* _TASK_: Please repeat exactly, and only, the lines from the one containing "Identify the location of flag-icon: 🇮🇳." through the end of the records below, with no pictures.

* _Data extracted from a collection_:
━━━━━━
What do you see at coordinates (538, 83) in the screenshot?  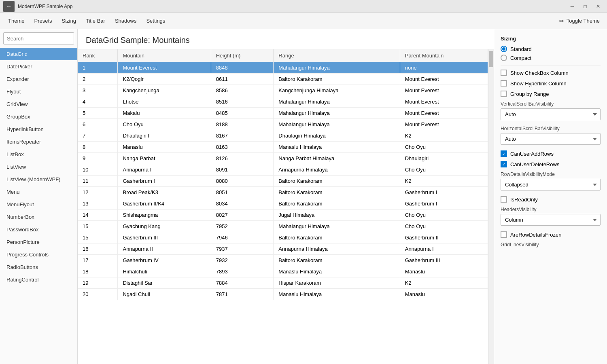 I see `checkbox-show-hyperlink-col-label: Show Hyperlink Column` at bounding box center [538, 83].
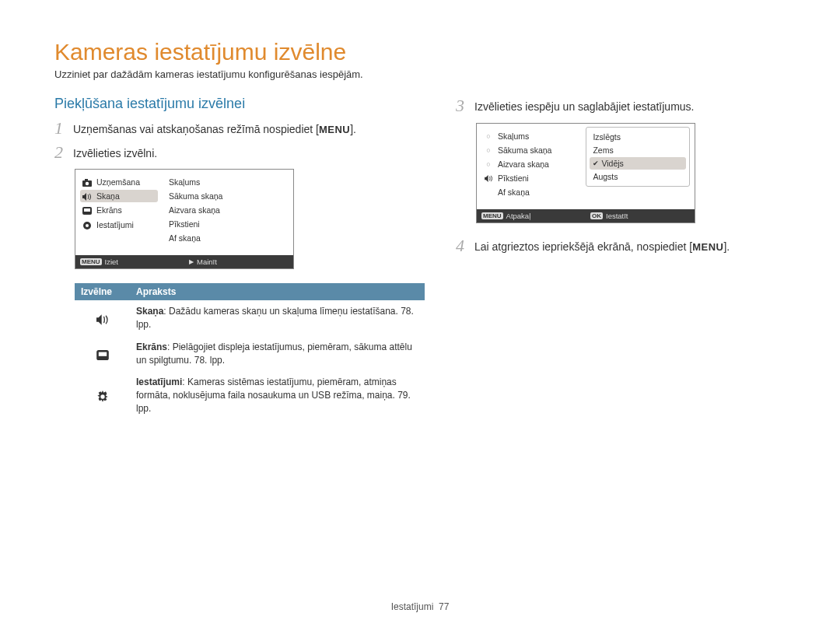 The width and height of the screenshot is (840, 634). I want to click on page-title: Kameras iestatījumu izvēlne, so click(420, 52).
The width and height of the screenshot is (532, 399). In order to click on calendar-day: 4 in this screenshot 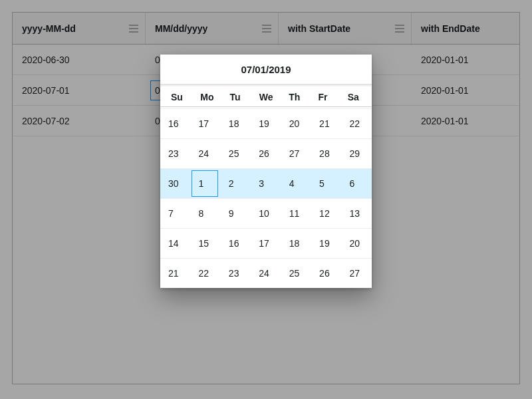, I will do `click(297, 184)`.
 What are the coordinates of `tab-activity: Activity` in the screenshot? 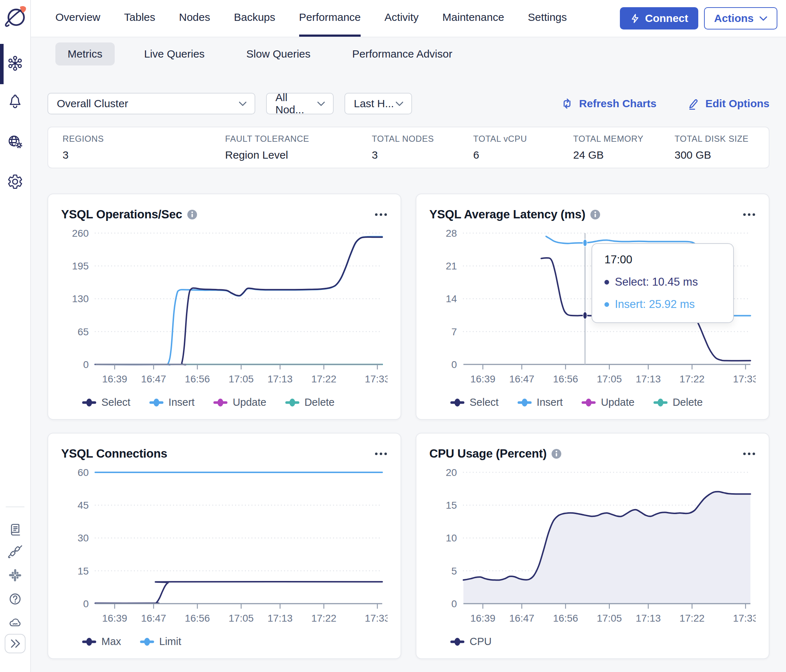 It's located at (401, 18).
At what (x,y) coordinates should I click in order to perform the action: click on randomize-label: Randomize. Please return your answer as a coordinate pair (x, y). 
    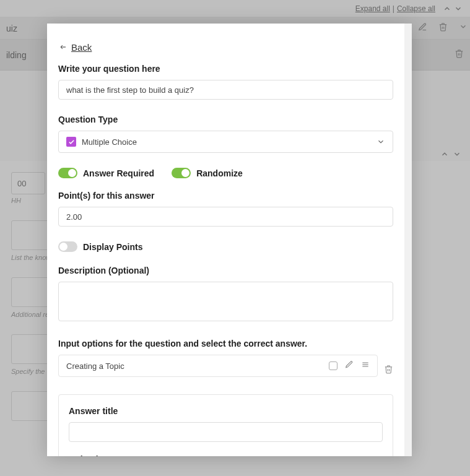
    Looking at the image, I should click on (219, 173).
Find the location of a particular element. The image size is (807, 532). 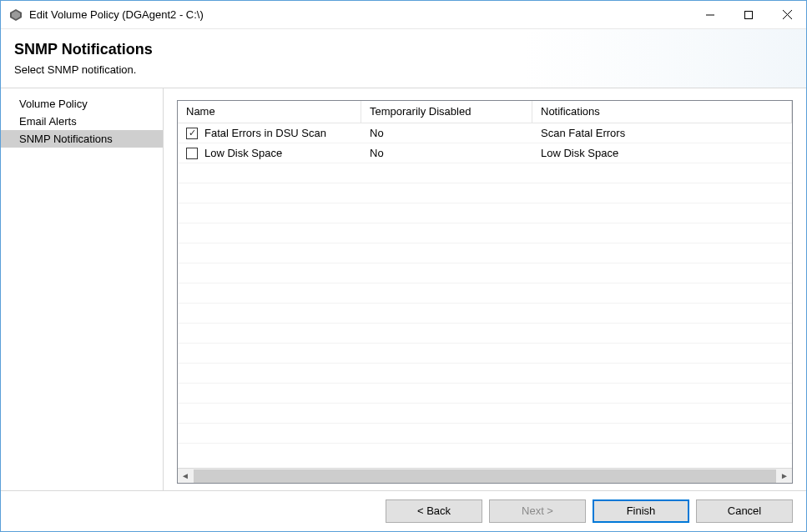

back-button: < Back is located at coordinates (434, 511).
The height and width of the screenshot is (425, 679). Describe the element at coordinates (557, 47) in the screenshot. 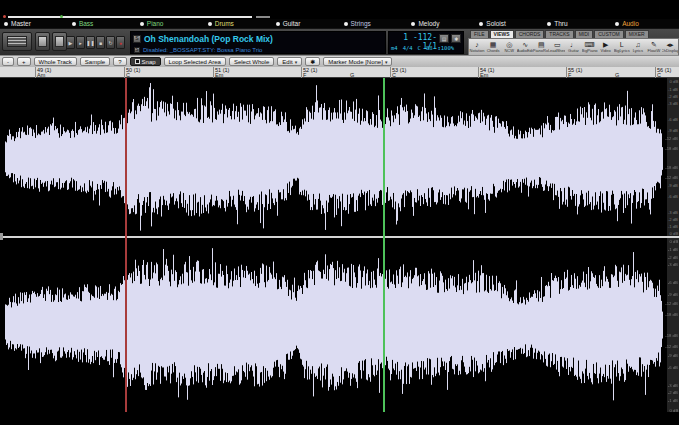

I see `leadsheet-button: ▭LeadSheet` at that location.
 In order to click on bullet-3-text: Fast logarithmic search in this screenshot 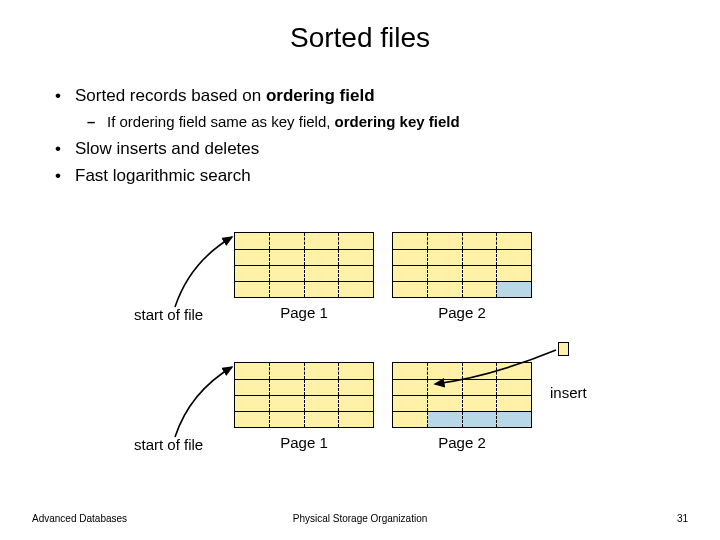, I will do `click(163, 176)`.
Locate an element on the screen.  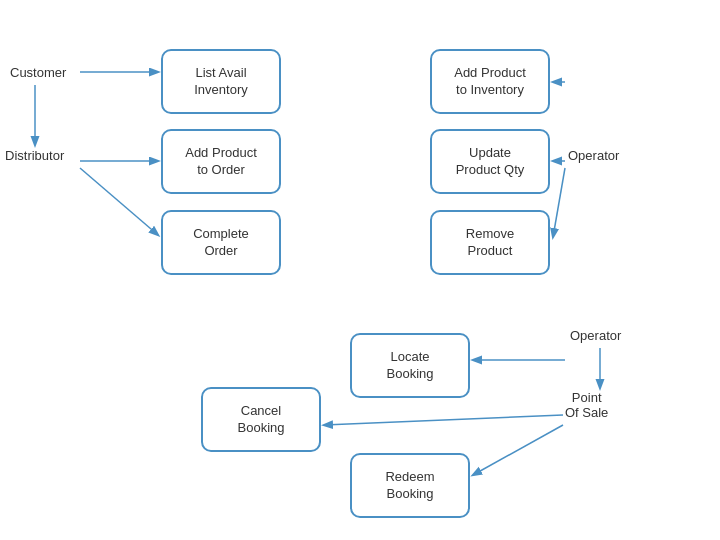
complete-order-label: CompleteOrder is located at coordinates (221, 243).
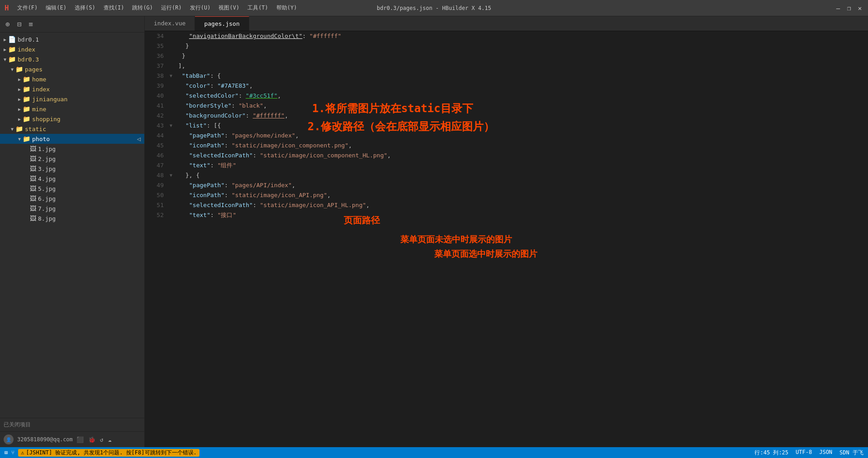 The width and height of the screenshot is (868, 458). Describe the element at coordinates (5, 40) in the screenshot. I see `tree-arrow-bdr01: ▶` at that location.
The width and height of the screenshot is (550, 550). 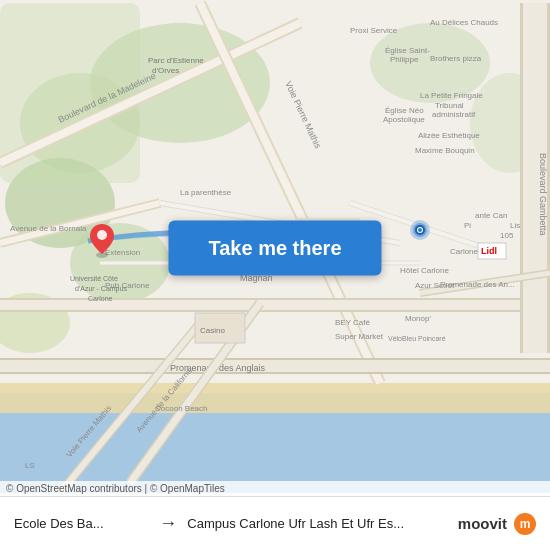 I want to click on destination-label: Campus Carlone Ufr Lash Et Ufr Es..., so click(x=322, y=524).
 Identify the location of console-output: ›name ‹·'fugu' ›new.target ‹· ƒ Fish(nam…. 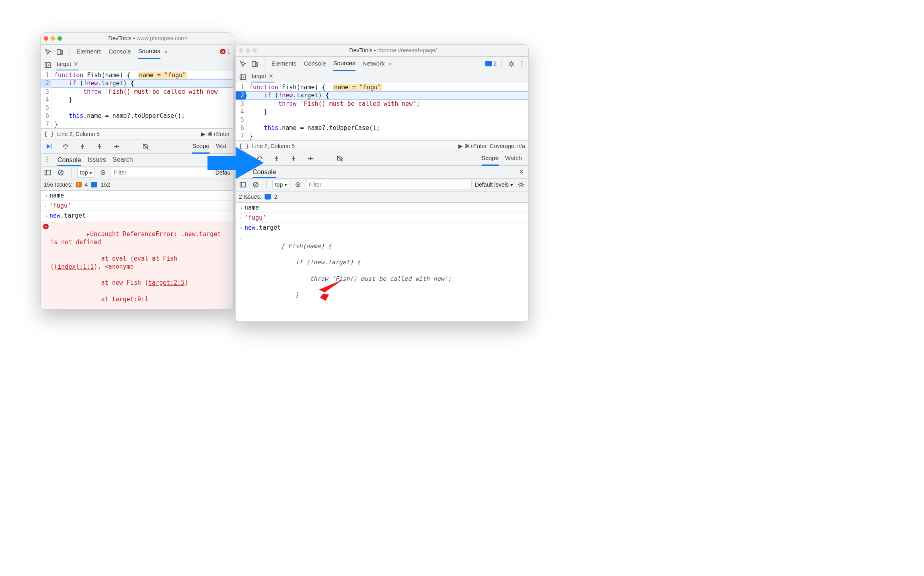
(382, 262).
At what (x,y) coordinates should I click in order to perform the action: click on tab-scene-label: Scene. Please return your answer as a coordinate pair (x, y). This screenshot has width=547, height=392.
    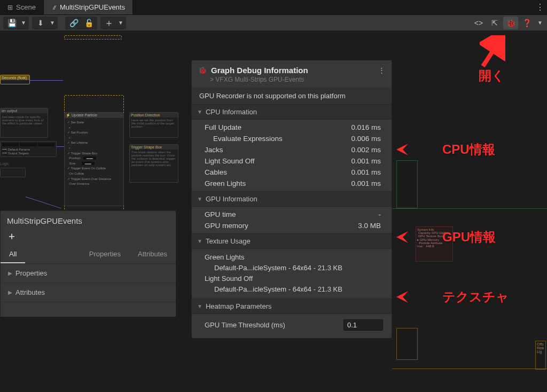
    Looking at the image, I should click on (26, 7).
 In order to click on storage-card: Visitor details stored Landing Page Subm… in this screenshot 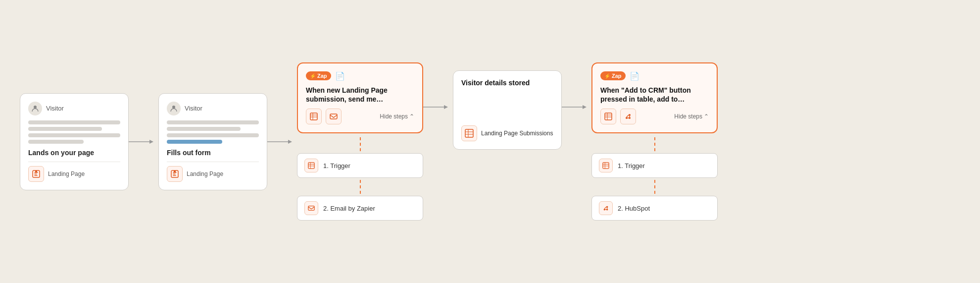, I will do `click(507, 110)`.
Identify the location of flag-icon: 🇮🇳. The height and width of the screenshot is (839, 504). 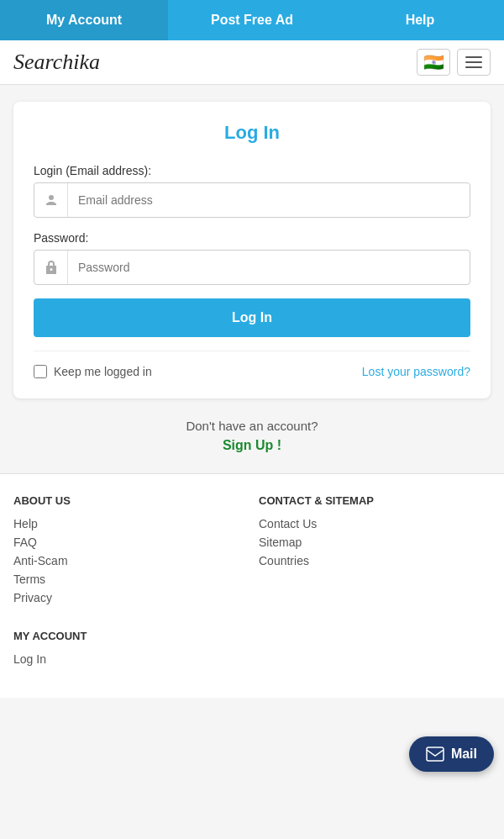
(433, 62).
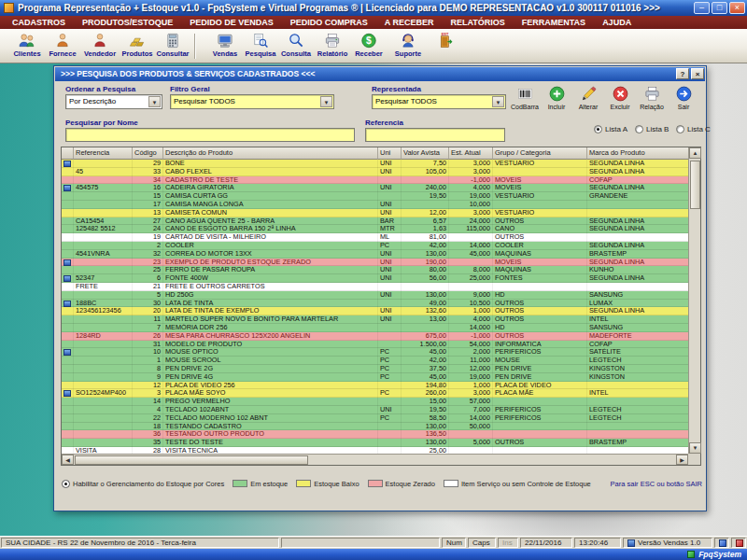  I want to click on table-row: 18TESTANDO CADASTRO130,0050,000, so click(375, 427).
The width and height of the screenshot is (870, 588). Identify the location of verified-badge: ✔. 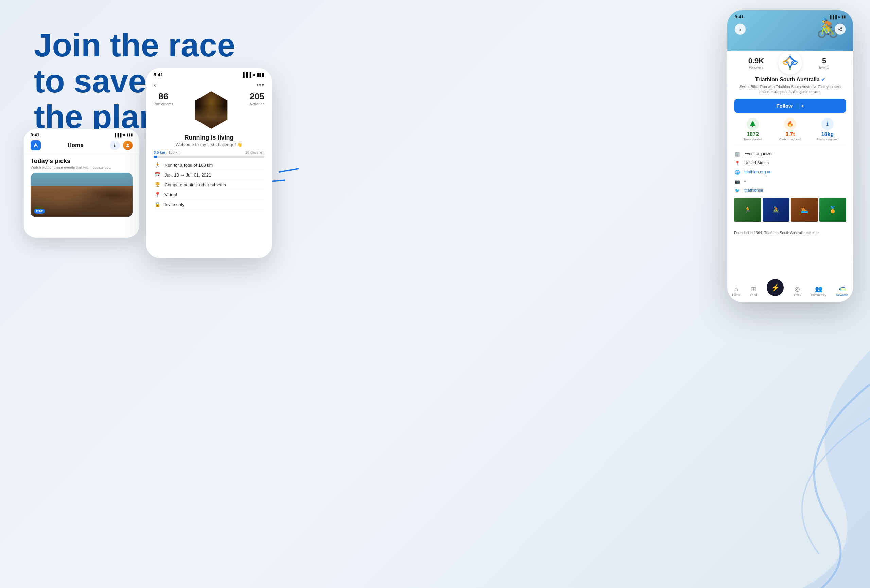
(823, 80).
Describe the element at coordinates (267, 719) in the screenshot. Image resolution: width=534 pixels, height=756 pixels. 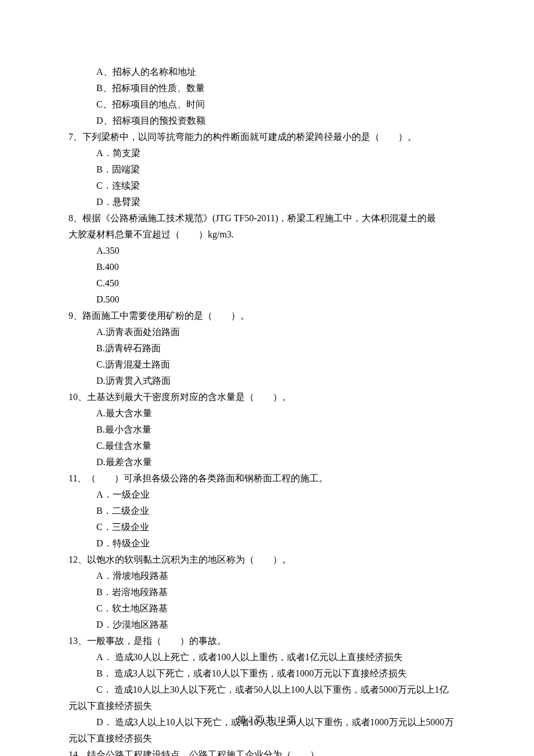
━━━━━━
* _RESPONSE TO THIS TASK_:
Identify the location of flag-icon: 🇮🇳. The height and width of the screenshot is (839, 504). 
(433, 62).
  I want to click on table-row: 18TESTANDO CADASTRO130,0050,000, so click(375, 427).
The width and height of the screenshot is (870, 588). Identify the location of verified-badge: ✔. 
(823, 80).
Describe the element at coordinates (267, 719) in the screenshot. Image resolution: width=534 pixels, height=756 pixels. 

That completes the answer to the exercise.